Palm Pre… now we’re talking
If you would have asked me if I thought Palm had a fighting chance against Nokia and Blackberry, to duke it out with Apple’s iPhone in any way, shape or form… I would have laughed.
Palm who?
Well, the announcement of the Palm Pre this past week at CES surprised more than a few people, and has been all the buzz on the tech and mobile blogs. And while the term "iPhone killer" has lost any sort of meaning - as these devices always end up being half-baked - the Palm Pre, standing by itself, it positioned to be one of the leading, lust-worthy, must have phones on the market.
Good for Palm. And really good for Sprint.
In only a week, Palm’s made it quite apparent that they’ve *really* thought this handset through - not only on the level of how it could be positioned to compete with the large offering of touch-screen smartphones out already there, but how it could wrestle with the iPhone itself. And what does it come down to?
The software. Software, software, software.
Unlike Nokia and Blackberry, Palm has actually given enough of a shit to think about how to build a touch-screen UI. Both the Blackberry Storm (talk about a failure) and the Nokia N97 (still on the horizon, slated to disappoint very soon) both fail to sport any significant UI overhaul, which is needed to take a D-pad driven experience to one you use with your fingers. Just because you make your context menus bigger and pump out an on-screen keyboard, doesn’t mean you’re gonna come up with something that people can use without big frustration, let a alone desire and enjoy using, every day.
What’s the Palm Pre doing right? Well, for starters, they’ve built (with relatively good secrecy) a next generation OS that’s a massive improvement over their current devices… and they haven’t just tried to match the iPhone, they’re trying to one- up it, in some areas.
Off-screen gestures (just below the screen) for simple navigation tasks and quick menu access. UI obviously built for the multi-tasker… something many iPhone users are jealous they don’t have (and hasn’t been provided yet by Apple’s extremely late inclusion of push service-driven multitasking functionality). Hell… they’ve even gone ahead and implemented technology we’ve seen rolling around for years, but never in consumer mobile devices - wireless charging! Rather than plug a cable into the phone, you can lay it on a pad that charges via contact with the phone… pretty slick.
Current Sprint subscriber? I’d wager this is worth sticking around for. AT&T has the iPhone. T-Mobile has the G1. Verizon has the Storm (sucks to be them). Looks like Sprint is finally positioning itself back in the pack, as far as desirable devices, with the Palm Pre.
And when you have stubborn iPhone fanatics, looking at a video of your UI, and wishing their phone did that… you know, you might have a fighting chance for a good-sized piece of the pie.
*knock knock*
"Nokia? Are you there? Would you mind please ditching the ancient S60 OS for something built from scratch, please? Maybe slap it on a phone that isn’t at the bottom of the barrel, spec-wise, with all your other handsets? I’d really like to invite you back to the party. Thanks."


ABOUT THIS EXERCISE:
Could you copy the records below exactly, keeping none of the images?
====== GIVEN DATA ======
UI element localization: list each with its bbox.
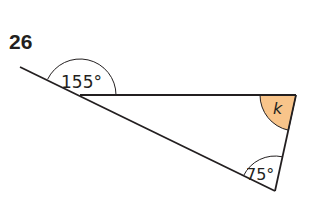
- angle-75-label: 75°: [246, 165, 274, 184]
- triangle-figure: 155° k 75°: [0, 0, 310, 209]
- angle-k-label: k: [273, 99, 283, 118]
- side-left-extended: [20, 67, 275, 191]
- angle-155-label: 155°: [61, 72, 102, 92]
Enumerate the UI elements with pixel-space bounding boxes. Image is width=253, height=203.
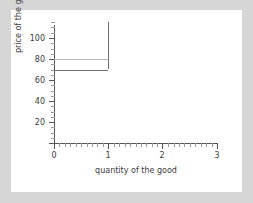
y-minor-tick <box>51 43 55 44</box>
y-tick-label-80: 80 <box>25 56 45 64</box>
y-minor-tick <box>51 112 55 113</box>
x-minor-tick <box>103 143 104 147</box>
y-minor-tick <box>51 106 55 107</box>
x-minor-tick <box>195 143 196 147</box>
y-axis-title: price of the good <box>14 0 23 53</box>
y-minor-tick <box>51 96 55 97</box>
x-minor-tick <box>87 143 88 147</box>
figure-container: 20 40 60 80 100 0 1 2 3 quantity of the … <box>0 0 253 203</box>
y-minor-tick <box>51 49 55 50</box>
x-minor-tick <box>97 143 98 147</box>
y-minor-tick <box>51 75 55 76</box>
x-minor-tick <box>146 143 147 147</box>
series-supply-segment <box>108 22 109 69</box>
x-minor-tick <box>179 143 180 147</box>
x-axis-title: quantity of the good <box>54 166 218 175</box>
chart-plot-area: 20 40 60 80 100 0 1 2 3 quantity of the … <box>0 0 253 203</box>
y-tick-40 <box>49 101 55 102</box>
series-demand-segment <box>54 59 108 60</box>
x-minor-tick <box>114 143 115 147</box>
x-minor-tick <box>184 143 185 147</box>
x-minor-tick <box>141 143 142 147</box>
x-minor-tick <box>119 143 120 147</box>
y-tick-label-20: 20 <box>25 119 45 127</box>
y-minor-tick <box>51 64 55 65</box>
x-tick-0 <box>54 143 55 149</box>
y-minor-tick <box>51 33 55 34</box>
y-tick-label-60: 60 <box>25 77 45 85</box>
y-minor-tick <box>51 127 55 128</box>
x-minor-tick <box>212 143 213 147</box>
x-minor-tick <box>201 143 202 147</box>
y-minor-tick <box>51 54 55 55</box>
y-minor-tick <box>51 85 55 86</box>
x-minor-tick <box>70 143 71 147</box>
x-minor-tick <box>130 143 131 147</box>
x-minor-tick <box>206 143 207 147</box>
x-tick-label-1: 1 <box>98 152 118 160</box>
x-minor-tick <box>59 143 60 147</box>
x-minor-tick <box>81 143 82 147</box>
x-tick-label-0: 0 <box>44 152 64 160</box>
x-tick-label-2: 2 <box>152 152 172 160</box>
x-minor-tick <box>136 143 137 147</box>
x-tick-label-3: 3 <box>207 152 227 160</box>
y-minor-tick <box>51 138 55 139</box>
y-tick-20 <box>49 122 55 123</box>
x-minor-tick <box>152 143 153 147</box>
x-minor-tick <box>76 143 77 147</box>
y-minor-tick <box>51 22 55 23</box>
x-minor-tick <box>157 143 158 147</box>
y-minor-tick <box>51 133 55 134</box>
y-tick-60 <box>49 80 55 81</box>
x-minor-tick <box>92 143 93 147</box>
x-minor-tick <box>65 143 66 147</box>
x-minor-tick <box>174 143 175 147</box>
y-tick-100 <box>49 38 55 39</box>
x-tick-1 <box>108 143 109 149</box>
x-tick-2 <box>162 143 163 149</box>
y-tick-label-40: 40 <box>25 98 45 106</box>
y-tick-label-100: 100 <box>20 35 45 43</box>
y-minor-tick <box>51 91 55 92</box>
x-tick-3 <box>217 143 218 149</box>
x-minor-tick <box>190 143 191 147</box>
series-supply-segment <box>54 70 108 71</box>
y-minor-tick <box>51 27 55 28</box>
x-minor-tick <box>168 143 169 147</box>
y-minor-tick <box>51 117 55 118</box>
x-minor-tick <box>125 143 126 147</box>
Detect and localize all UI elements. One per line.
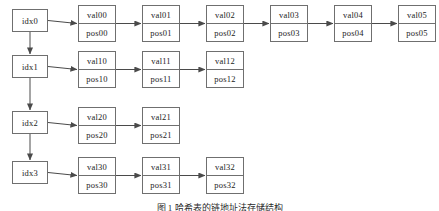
bucket-label: idx2	[22, 118, 38, 128]
list-node-val10[interactable]: val10pos10	[78, 51, 116, 88]
node-pos-cell: pos02	[207, 24, 243, 41]
node-pos-cell: pos01	[143, 24, 179, 41]
list-node-val20[interactable]: val20pos20	[78, 107, 116, 144]
node-pos-cell: pos10	[79, 70, 115, 87]
bucket-label: idx0	[22, 16, 38, 26]
node-pos-cell: pos20	[79, 126, 115, 143]
bucket-label: idx1	[22, 62, 38, 72]
node-pos-cell: pos04	[335, 24, 371, 41]
node-pos-cell: pos11	[143, 70, 179, 87]
node-value-cell: val12	[207, 52, 243, 70]
list-node-val02[interactable]: val02pos02	[206, 5, 244, 42]
node-pos-cell: pos30	[79, 176, 115, 193]
node-value-cell: val30	[79, 158, 115, 176]
node-value-cell: val32	[207, 158, 243, 176]
connector-group	[30, 21, 397, 176]
node-value-cell: val03	[271, 6, 307, 24]
node-value-cell: val20	[79, 108, 115, 126]
list-node-val03[interactable]: val03pos03	[270, 5, 308, 42]
bucket-label: idx3	[22, 168, 38, 178]
node-value-cell: val01	[143, 6, 179, 24]
node-value-cell: val31	[143, 158, 179, 176]
node-pos-cell: pos31	[143, 176, 179, 193]
list-node-val05[interactable]: val05pos05	[398, 5, 436, 42]
list-node-val00[interactable]: val00pos00	[78, 5, 116, 42]
list-node-val01[interactable]: val01pos01	[142, 5, 180, 42]
list-node-val12[interactable]: val12pos12	[206, 51, 244, 88]
node-pos-cell: pos32	[207, 176, 243, 193]
node-pos-cell: pos03	[271, 24, 307, 41]
list-node-val11[interactable]: val11pos11	[142, 51, 180, 88]
list-node-val21[interactable]: val21pos21	[142, 107, 180, 144]
list-node-val31[interactable]: val31pos31	[142, 157, 180, 194]
bucket-box-idx3[interactable]: idx3	[12, 161, 48, 184]
node-value-cell: val21	[143, 108, 179, 126]
node-pos-cell: pos21	[143, 126, 179, 143]
list-node-val04[interactable]: val04pos04	[334, 5, 372, 42]
bucket-box-idx1[interactable]: idx1	[12, 55, 48, 78]
node-value-cell: val04	[335, 6, 371, 24]
diagram-canvas: idx0idx1idx2idx3 val00pos00val01pos01val…	[0, 0, 439, 211]
node-pos-cell: pos00	[79, 24, 115, 41]
node-value-cell: val11	[143, 52, 179, 70]
bucket-box-idx0[interactable]: idx0	[12, 9, 48, 32]
node-pos-cell: pos05	[399, 24, 435, 41]
node-pos-cell: pos12	[207, 70, 243, 87]
node-value-cell: val00	[79, 6, 115, 24]
node-value-cell: val05	[399, 6, 435, 24]
figure-caption: 图 1 哈希表的链地址法存储结构	[0, 201, 439, 211]
list-node-val30[interactable]: val30pos30	[78, 157, 116, 194]
list-node-val32[interactable]: val32pos32	[206, 157, 244, 194]
node-value-cell: val10	[79, 52, 115, 70]
node-value-cell: val02	[207, 6, 243, 24]
bucket-box-idx2[interactable]: idx2	[12, 111, 48, 134]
======
PROBLEM SOLUTION:
UI element localization: list each with its bbox.
- angle-75-label: 75°: [246, 165, 274, 184]
- triangle-figure: 155° k 75°: [0, 0, 310, 209]
- angle-k-label: k: [273, 99, 283, 118]
- side-left-extended: [20, 67, 275, 191]
- angle-155-label: 155°: [61, 72, 102, 92]
Enumerate the UI elements with pixel-space bounding boxes. Image is width=253, height=203.
y-minor-tick <box>51 43 55 44</box>
y-tick-label-80: 80 <box>25 56 45 64</box>
y-minor-tick <box>51 112 55 113</box>
x-minor-tick <box>103 143 104 147</box>
y-minor-tick <box>51 106 55 107</box>
x-minor-tick <box>195 143 196 147</box>
y-axis-title: price of the good <box>14 0 23 53</box>
y-minor-tick <box>51 96 55 97</box>
x-minor-tick <box>87 143 88 147</box>
figure-container: 20 40 60 80 100 0 1 2 3 quantity of the … <box>0 0 253 203</box>
y-minor-tick <box>51 49 55 50</box>
x-minor-tick <box>97 143 98 147</box>
y-minor-tick <box>51 75 55 76</box>
x-minor-tick <box>146 143 147 147</box>
series-supply-segment <box>108 22 109 69</box>
x-minor-tick <box>179 143 180 147</box>
x-axis-title: quantity of the good <box>54 166 218 175</box>
chart-plot-area: 20 40 60 80 100 0 1 2 3 quantity of the … <box>0 0 253 203</box>
y-tick-40 <box>49 101 55 102</box>
series-demand-segment <box>54 59 108 60</box>
x-minor-tick <box>114 143 115 147</box>
x-minor-tick <box>184 143 185 147</box>
x-minor-tick <box>141 143 142 147</box>
x-minor-tick <box>119 143 120 147</box>
y-tick-label-20: 20 <box>25 119 45 127</box>
y-minor-tick <box>51 64 55 65</box>
x-tick-0 <box>54 143 55 149</box>
y-minor-tick <box>51 33 55 34</box>
y-tick-label-60: 60 <box>25 77 45 85</box>
y-minor-tick <box>51 127 55 128</box>
x-minor-tick <box>212 143 213 147</box>
x-minor-tick <box>201 143 202 147</box>
y-minor-tick <box>51 54 55 55</box>
y-minor-tick <box>51 85 55 86</box>
x-minor-tick <box>70 143 71 147</box>
x-minor-tick <box>130 143 131 147</box>
x-minor-tick <box>206 143 207 147</box>
x-tick-label-1: 1 <box>98 152 118 160</box>
x-minor-tick <box>59 143 60 147</box>
x-minor-tick <box>81 143 82 147</box>
x-tick-label-0: 0 <box>44 152 64 160</box>
x-tick-label-2: 2 <box>152 152 172 160</box>
x-minor-tick <box>136 143 137 147</box>
x-tick-label-3: 3 <box>207 152 227 160</box>
y-minor-tick <box>51 138 55 139</box>
y-tick-20 <box>49 122 55 123</box>
x-minor-tick <box>152 143 153 147</box>
x-minor-tick <box>76 143 77 147</box>
y-minor-tick <box>51 22 55 23</box>
x-minor-tick <box>157 143 158 147</box>
y-minor-tick <box>51 133 55 134</box>
y-tick-60 <box>49 80 55 81</box>
x-minor-tick <box>92 143 93 147</box>
x-minor-tick <box>65 143 66 147</box>
x-minor-tick <box>174 143 175 147</box>
y-tick-100 <box>49 38 55 39</box>
x-tick-1 <box>108 143 109 149</box>
x-tick-2 <box>162 143 163 149</box>
y-tick-label-40: 40 <box>25 98 45 106</box>
y-tick-label-100: 100 <box>20 35 45 43</box>
y-minor-tick <box>51 91 55 92</box>
x-tick-3 <box>217 143 218 149</box>
x-minor-tick <box>190 143 191 147</box>
series-supply-segment <box>54 70 108 71</box>
y-minor-tick <box>51 27 55 28</box>
x-minor-tick <box>168 143 169 147</box>
y-minor-tick <box>51 117 55 118</box>
x-minor-tick <box>125 143 126 147</box>
Detect and localize all UI elements. One per line.
bucket-label: idx2	[22, 118, 38, 128]
list-node-val10[interactable]: val10pos10	[78, 51, 116, 88]
node-pos-cell: pos02	[207, 24, 243, 41]
node-pos-cell: pos01	[143, 24, 179, 41]
list-node-val20[interactable]: val20pos20	[78, 107, 116, 144]
node-pos-cell: pos10	[79, 70, 115, 87]
bucket-label: idx0	[22, 16, 38, 26]
node-pos-cell: pos20	[79, 126, 115, 143]
bucket-label: idx1	[22, 62, 38, 72]
node-pos-cell: pos04	[335, 24, 371, 41]
node-pos-cell: pos11	[143, 70, 179, 87]
node-value-cell: val12	[207, 52, 243, 70]
list-node-val02[interactable]: val02pos02	[206, 5, 244, 42]
node-pos-cell: pos30	[79, 176, 115, 193]
node-value-cell: val30	[79, 158, 115, 176]
node-value-cell: val32	[207, 158, 243, 176]
connector-group	[30, 21, 397, 176]
node-value-cell: val03	[271, 6, 307, 24]
node-value-cell: val20	[79, 108, 115, 126]
list-node-val03[interactable]: val03pos03	[270, 5, 308, 42]
bucket-label: idx3	[22, 168, 38, 178]
node-value-cell: val01	[143, 6, 179, 24]
node-value-cell: val31	[143, 158, 179, 176]
node-pos-cell: pos31	[143, 176, 179, 193]
list-node-val05[interactable]: val05pos05	[398, 5, 436, 42]
list-node-val00[interactable]: val00pos00	[78, 5, 116, 42]
list-node-val01[interactable]: val01pos01	[142, 5, 180, 42]
list-node-val12[interactable]: val12pos12	[206, 51, 244, 88]
node-pos-cell: pos32	[207, 176, 243, 193]
node-pos-cell: pos03	[271, 24, 307, 41]
list-node-val11[interactable]: val11pos11	[142, 51, 180, 88]
list-node-val21[interactable]: val21pos21	[142, 107, 180, 144]
list-node-val31[interactable]: val31pos31	[142, 157, 180, 194]
bucket-box-idx3[interactable]: idx3	[12, 161, 48, 184]
node-value-cell: val21	[143, 108, 179, 126]
node-pos-cell: pos21	[143, 126, 179, 143]
list-node-val04[interactable]: val04pos04	[334, 5, 372, 42]
bucket-box-idx1[interactable]: idx1	[12, 55, 48, 78]
node-value-cell: val04	[335, 6, 371, 24]
diagram-canvas: idx0idx1idx2idx3 val00pos00val01pos01val…	[0, 0, 439, 211]
node-pos-cell: pos00	[79, 24, 115, 41]
node-value-cell: val11	[143, 52, 179, 70]
bucket-box-idx0[interactable]: idx0	[12, 9, 48, 32]
node-pos-cell: pos05	[399, 24, 435, 41]
node-pos-cell: pos12	[207, 70, 243, 87]
node-value-cell: val00	[79, 6, 115, 24]
node-value-cell: val05	[399, 6, 435, 24]
figure-caption: 图 1 哈希表的链地址法存储结构	[0, 201, 439, 211]
list-node-val30[interactable]: val30pos30	[78, 157, 116, 194]
list-node-val32[interactable]: val32pos32	[206, 157, 244, 194]
node-value-cell: val10	[79, 52, 115, 70]
node-value-cell: val02	[207, 6, 243, 24]
bucket-box-idx2[interactable]: idx2	[12, 111, 48, 134]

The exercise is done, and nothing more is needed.